Today I may be speaking to some whom God is calling to repent of their sin and put their trust in Jesus Christ as their Savior and Lord. I may be speaking to others who are faking the Christian life outwardly but inwardly are not living in holiness. I may be speaking to yet others who have fallen outwardly … your life is not right before God even though you profess to know Jesus as your Savior.
The solution is the same for them all. Turn from your sin and turn towards God. Appeal to Him to give you a clean conscience and an obedient heart based on the blood of Jesus Christ that was shed for you.
Listen to what God promises you: “For thus says the high and exulted one who lives forever, whose name is holy. ‘I dwell on a high and holy place, and also with the contrite and lowly of spirit in order to revive the spirit of the lowly and revive the heart of the contrite” (Isaiah 57:15). That’s good news, amen? Although God is altogether holy and exalted, He condescends to dwell with those who humble themselves before Him.
Let me close by asking you a few questions.
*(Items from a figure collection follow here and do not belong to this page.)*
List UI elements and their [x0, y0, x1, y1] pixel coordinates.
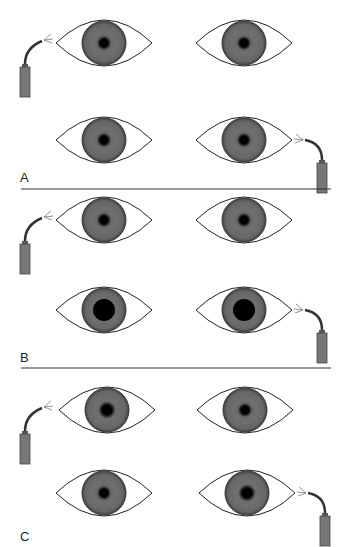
flashlight-icon — [294, 304, 327, 363]
iris — [222, 288, 266, 332]
pupil — [233, 299, 255, 321]
panel-label: A — [20, 170, 29, 185]
right-eye — [196, 20, 292, 66]
left-eye — [56, 20, 152, 66]
right-eye — [197, 387, 293, 433]
flashlight-icon — [294, 134, 327, 193]
iris — [225, 471, 269, 515]
pupil — [237, 133, 251, 147]
pupil-reflex-diagram: ABC — [0, 0, 348, 547]
flashlight-icon — [20, 34, 53, 97]
iris — [85, 388, 129, 432]
right-eye — [196, 287, 292, 333]
pupil — [97, 213, 111, 227]
pupil — [239, 485, 256, 502]
panel-label: B — [20, 350, 29, 365]
iris — [222, 118, 266, 162]
left-eye — [56, 470, 152, 516]
pupil — [93, 299, 115, 321]
iris — [82, 118, 126, 162]
pupil — [99, 402, 116, 419]
left-eye — [56, 197, 152, 243]
iris — [82, 198, 126, 242]
left-eye — [59, 387, 155, 433]
iris — [82, 288, 126, 332]
iris — [222, 21, 266, 65]
pupil — [97, 486, 111, 500]
right-eye — [196, 117, 292, 163]
right-eye — [199, 470, 295, 516]
pupil — [237, 36, 251, 50]
flashlight-icon — [20, 211, 53, 274]
iris — [82, 471, 126, 515]
iris — [82, 21, 126, 65]
pupil — [97, 36, 111, 50]
right-eye — [196, 197, 292, 243]
pupil — [237, 213, 251, 227]
pupil — [238, 403, 252, 417]
iris — [222, 198, 266, 242]
pupil — [97, 133, 111, 147]
panel-label: C — [20, 529, 29, 544]
iris — [223, 388, 267, 432]
left-eye — [56, 287, 152, 333]
flashlight-icon — [297, 487, 330, 546]
left-eye — [56, 117, 152, 163]
flashlight-icon — [20, 401, 53, 464]
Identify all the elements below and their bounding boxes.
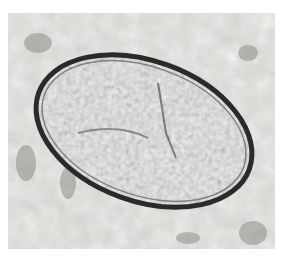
- micrograph-svg: [8, 13, 275, 249]
- micrograph: [8, 13, 275, 249]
What difference does God’s holiness make in your life? Do you have the holiness of God working for you in Christ … or is His holiness set against you? Have you fled to Christ … deliberately … personally … trusting that what He did on the cross is your only hope of being right with God? Or are you still carrying your sins and an appointment with the fierce wrath of God? What is the evidence on your daily life that the Holy Spirit of God dwells in you? Does your behavior … your choices … your habits … your language … show that your are, in the language of 1st Peter 2:9, “a chose race … a royal priesthood … a holy nation …. A people of His possession … so that you may proclaim the praises of the One who called you out of darkness and into His marvelous light?